Newswise — Behind a 4-inch-thick metal door with a small glass window in the far northeast corner of Arizona State University’s Tempe Campus lives ANDI, the world’s first indoor-outdoor breathing, sweating and walking thermal manikin.
ANDI is funded by an NSF Major Research Instrumentation Grant and is custom-built for ASU by the company Thermetrics. He can mimic the thermal functions of the human body and has 35 different surface areas that are all individually controlled with temperature sensors, heat flux sensors and pores that bead sweat.
“ANDI sweats; he generates heat, shivers, walks and breathes,” said Konrad Rykaczewski, associate professor in the School for Engineering of Matter, Transport and Energy and principal investigator for a new ASU research project aimed to measure the effects of extreme heat on human health.
“There's a lot of great work out there for extreme heat, but there's also a lot missing. We're trying to develop a very good understanding (of how heat impacts the human body) so we can quantitatively design things to address it.”
Around the globe, 10 ANDI manikins currently exist, mostly owned and used by athletic clothing companies for garment testing, but ASU’s ANDI is only one of two used by research institutions and it's the first thermal manikin in existence that can be used outdoors, enabled by a unique internal cooling channel.
In the coming decades, every region in the U.S. is expected to experience higher temperatures and more intense heat waves. Thousands of people around the country die from heat-related illnesses each year, and in Maricopa County alone in 2022 there were 425 heat-related fatalities, a 25% increase from the previous year.
ASU researchers aim to better understand heat stress on the human body and what makes hot weather so deadly.
Using both ANDI and a heat chamber in which ANDI lives, Rykaczewski, Jenni Vanos, associate professor in the School of Sustainability, and Ariane Middel, assistant professor in the School of Arts, Media and Engineering, are working together to better understand how our human bodies are impacted by heat stress and quantify the risk different environments pose to health.
“You can’t put humans in dangerous extreme heat situations and test what would happen,” said Vanos, whose research connects extreme heat to human health, specifically for active populations, like children, outdoor workers and athletes. “But there are situations we know of in the Valley where people are dying of heat and we still don't fully understand what happened. ANDI can help us figure that out.”
Built for the outdoors
Inside ANDI’s current home, ASU’s newly developed heat chamber, researchers can simulate heat-exposure scenarios from different places around the globe.
Dubbed the “Warm Room,” the heat chamber is outfitted with advanced technologies that control the wind, temperature up to 140 degrees Fahrenheit and solar radiation.
But in addition to being studied indoors, ASU’s ANDI is the only thermal manikin in the world that is able to be used outside.
ANDI is built with internal cooling channels that circulate cool water throughout its body, which enable him to stay cool enough to withstand extreme heat while measuring complex variables that contribute to our perception of heat in different environments — solar radiation from the sun, infrared radiation from the ground and convection from the surrounding air.
This summer, researchers will pair ANDI with MaRTy, ASU’s biometeorological heat robot, to work together and better understand human sweating mechanisms, like changing skin temperature and changing core temperature, and identify how specific environments may enhance heat risk.
“MaRTy can tell us how the built environment modifies the amount of heat that hits the body, but MaRTy doesn't know what happens inside the body,” said Middel, who studies urban climate and how urban environments influence weather hazards. “MaRTy measures the environment, and then ANDI can then tell us how the body can react.”
The ANDI and MaRTy duo will first be walking around ASU’s Tempe campus together and eventually make trips around the greater Phoenix area to be tested in heat-vulnerable environments, like exposed streets and old mobile homes where the AC went off.
People experience heat differently
Outside in 115-degree Fahrenheit temperature, an elderly man with diabetes will experience heat stress differently from an active woman in her mid-30s, and differently from a child in elementary school. Age, body size and other characteristics of overall health play critical roles in how people respond to extreme heat.
ASU researchers can account for variations in body type and health characteristics to create and input into ANDI different customized thermal regulation models for almost anyone in the U.S.
“We can move different BMI models, different age characteristics and different medical conditions (into ANDI),” said Ankit Joshi, an ASU research scientist leading the modeling work and the lead operator of ANDI. “A diabetes patient has different thermal regulation from a healthy person. So we can account for all this modification with our customized models.”
Solution forward
With the data and information collected, researchers hope to design interventions, such as cooling clothes or exoskeletons for backpacks that are designed for cooling support.
“We're trying to approach this from a very holistic point, but there's not going to be a silver bullet for anything,” Rykaczewski said. “This project very much involves students from engineering, sustainability, in addition to people with backgrounds in weather and even fashion.”
The team is actively recruiting undergraduate, graduate and postdoctoral students to participate in this project. And as the team says, ANDI could always use more friends.
This project is funded by the National Science Foundation's Leading Engineering for America’s Prosperity, Health and Infrastructure (LEAP HI) program.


• What you need to do: Copy each line below exactly as it appears. Pictures are to be omitted.

Dataset items

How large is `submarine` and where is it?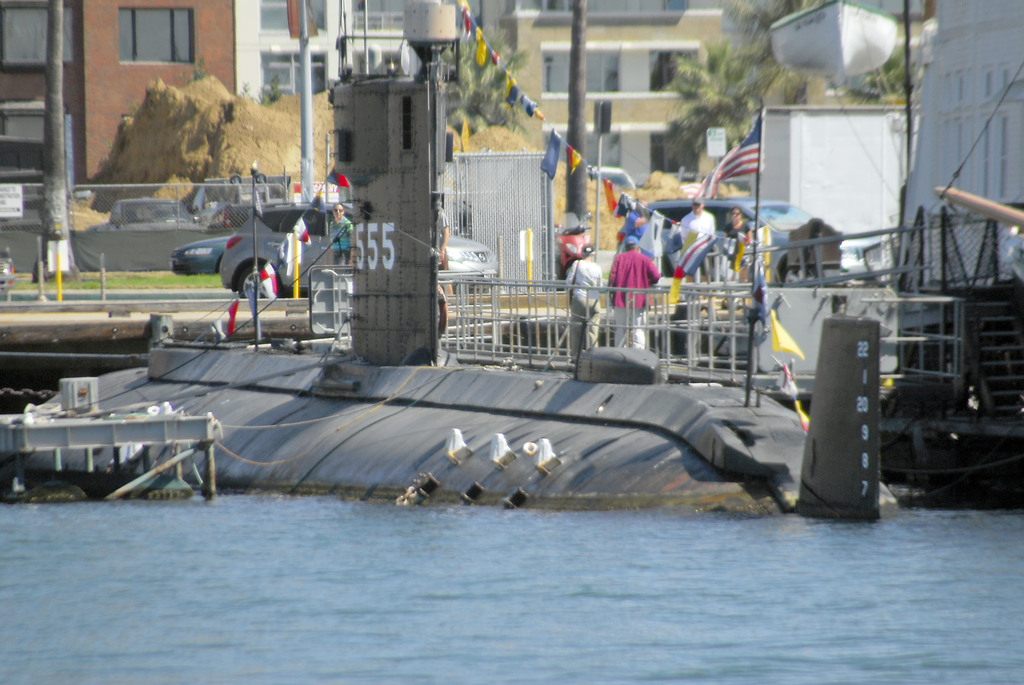
Bounding box: {"left": 0, "top": 0, "right": 902, "bottom": 527}.
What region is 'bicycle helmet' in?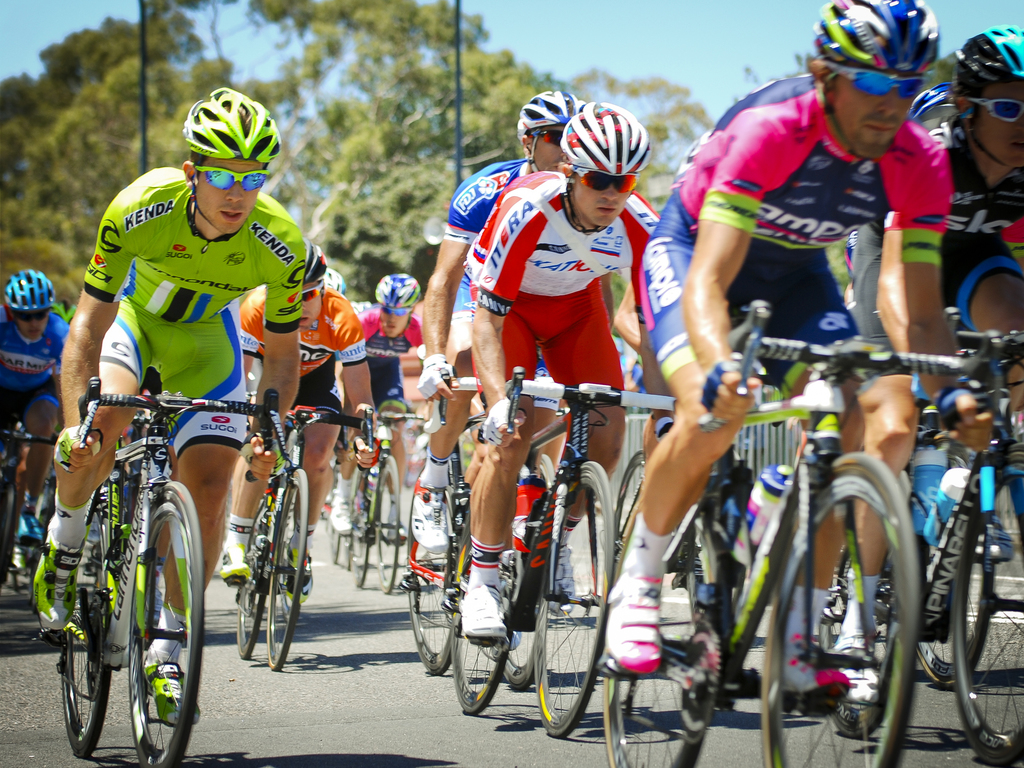
{"x1": 182, "y1": 88, "x2": 278, "y2": 167}.
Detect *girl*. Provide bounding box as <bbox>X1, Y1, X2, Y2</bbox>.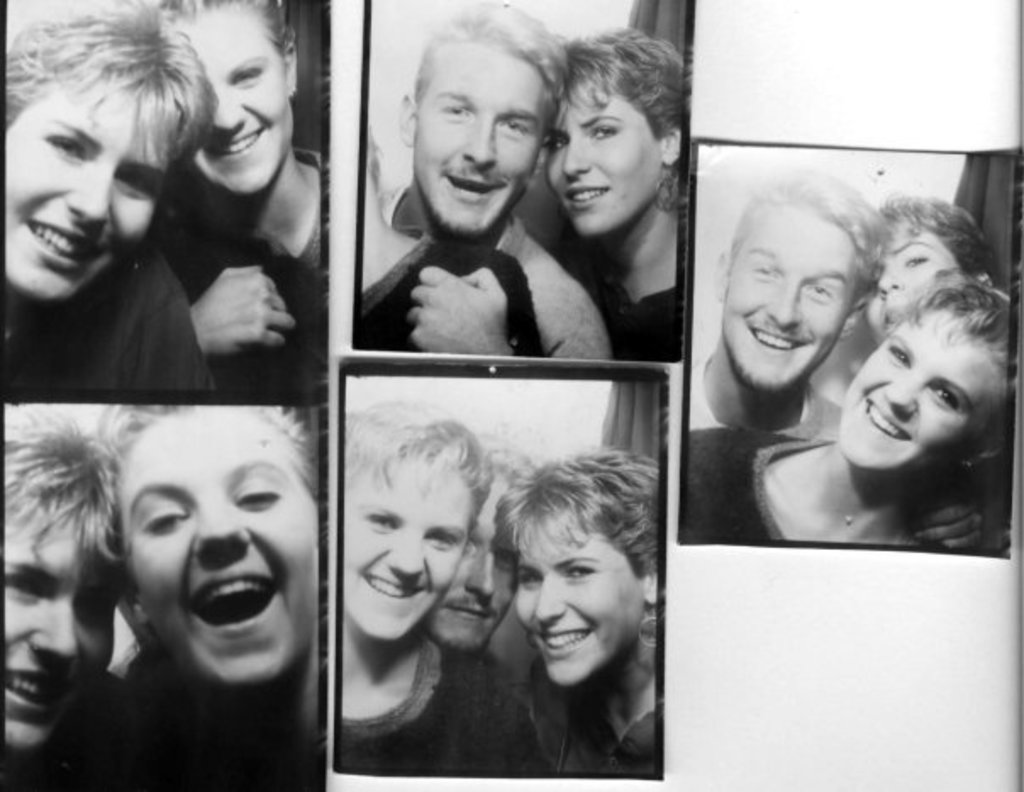
<bbox>154, 0, 326, 397</bbox>.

• Task result:
How large is `submarine` and where is it?
Bounding box: {"left": 0, "top": 0, "right": 902, "bottom": 527}.
What region is 'bicycle helmet' in?
{"x1": 182, "y1": 88, "x2": 278, "y2": 167}.
Detect *girl*. Provide bounding box as <bbox>X1, Y1, X2, Y2</bbox>.
<bbox>154, 0, 326, 397</bbox>.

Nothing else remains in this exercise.